What the Gateway sees
/app/workspaces
From inside its own container, the Gateway resolves workspace against its local filesystem. It tries to write a heartbeat file, and the write succeeds — at least in the Gateway's namespace.
What the Docker daemon sees
/app/workspaces
The Docker daemon runs on the host. It resolves the same path string against the host filesystem, where /app/workspaces may not exist, may be owned by a different user, or may be a completely unrelated directory. Result: EACCES.
What the New Section Actually Says
The update adds a “Docker backend” subsection to OpenClaw's gateway sandboxing reference, right above the existing SSH backend notes. It lays out two hard constraints for anyone running the Gateway itself inside Docker while bridging to the host Docker socket for sandbox containers. Neither is subtle. Both have been silently assumed for months.
Constraint 1: Config must use the host's absolute path
"workspace": "/home/user/.openclaw/workspaces"

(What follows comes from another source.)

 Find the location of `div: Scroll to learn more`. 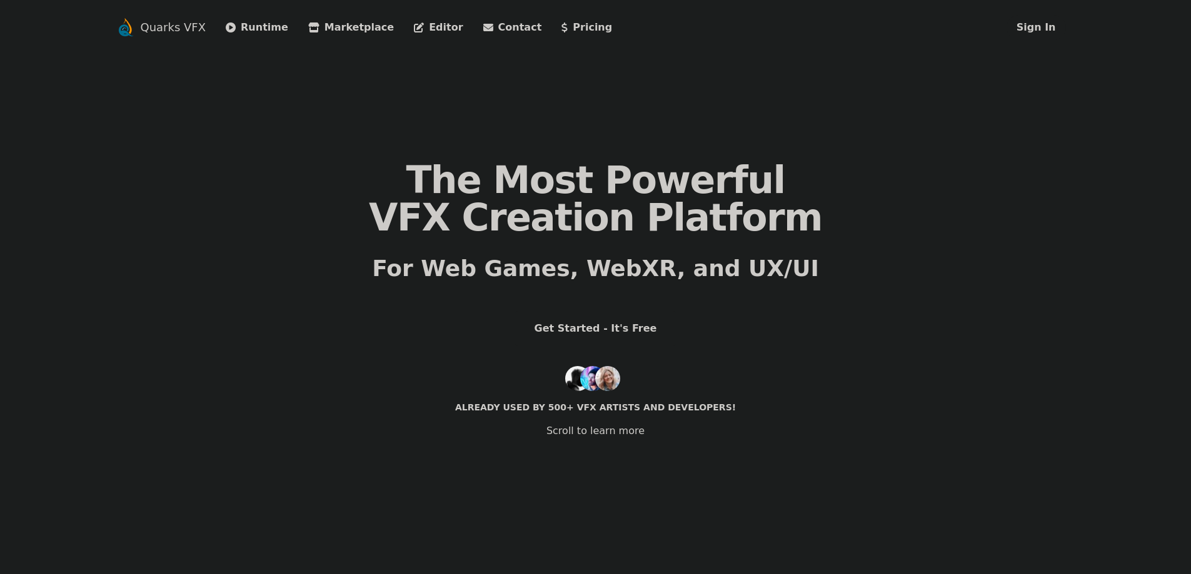

div: Scroll to learn more is located at coordinates (595, 431).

The openclaw.json workspace field has to hold the path as the host sees it, not the Gateway container's internal mount point. The Gateway hands that string straight to the Docker daemon, which interprets it on the host's filesystem. If you write the container's path there, the daemon reaches for a directory that isn't the one you think it is.

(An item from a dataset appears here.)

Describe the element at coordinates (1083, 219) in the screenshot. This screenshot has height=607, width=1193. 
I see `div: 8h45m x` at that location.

Constraint 2: Volume map parity
The Gateway container's own volume mount has to bind the same host path to the same in-container path. No rewrites. No symlink shims. No clever Compose indirection. If the host sees /home/user/.openclaw/workspaces, the Gateway has to see it under the same string too. That way, a path written by one side is readable by the other, and the heartbeat file the Gateway drops into workspace-space lands exactly where the sandbox container expects to find it.

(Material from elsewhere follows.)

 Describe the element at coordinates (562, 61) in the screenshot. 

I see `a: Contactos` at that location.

Why the Warning Took So Long
DooD has been a standard pattern for containerized CI runners for the better part of a decade. Anyone who has wired Jenkins, GitLab Runner, or BuildKit into a Docker socket has tripped on the same rule: paths leak. The daemon doesn't know or care that the client asking it to mount a volume is itself running in a container. It resolves every path string against the host filesystem and trusts the caller to have done the translation.
OpenClaw's Gateway has been quietly inheriting that contract since the Docker sandbox backend shipped. The reference code worked, because the reference setup happened to bind the host workspace under the same literal path inside the container. But the moment someone followed a more typical Dockerfile pattern — mount the host workspace at /app/workspaces, keep the config field pointing at the in-container path — the heartbeat started failing. The error message said EACCES. The real cause said nothing at all.
The update doesn't change any runtime behavior. The Gateway still speaks to the Docker socket the way it always has. What it changes is the contract between the operator writing openclaw.json and the project shipping the binary: the assumption is now on the page, in the section operators are already reading when sandboxing doesn't work.
“The Gateway deployment MUST include an identical volume map linking the host namespace natively.” — the new line now sitting at the top of the Docker backend section, where a year's worth of confused deployment tickets should have lived.
What to Check in Your Own Install
If you're running the Gateway in Docker today and you've been chasing intermittent sandbox failures or heartbeat errors in the logs, the two things to inspect are straightforward. First, open openclaw.json and verify that the workspace field is the absolute path as it exists on the host machine — the same string you'd see running ls on the host, not inside the container. Second, check your Compose file or docker run flags for the volume entry, and confirm that the host side and the container side are the same literal path. If they're not, fix one of them and restart the Gateway. The heartbeat will follow.
Docker-out-of-Docker has been silently tripping up container platforms for a decade. OpenClaw's sandboxing reference just became one of the few that explains exactly which wire you're about to walk into.
DeployClaw News · by Carlos Simpson
DeployClaw hosts OpenClaw instances. Upstream documentation updates flow through automatically. This publication covers development independently.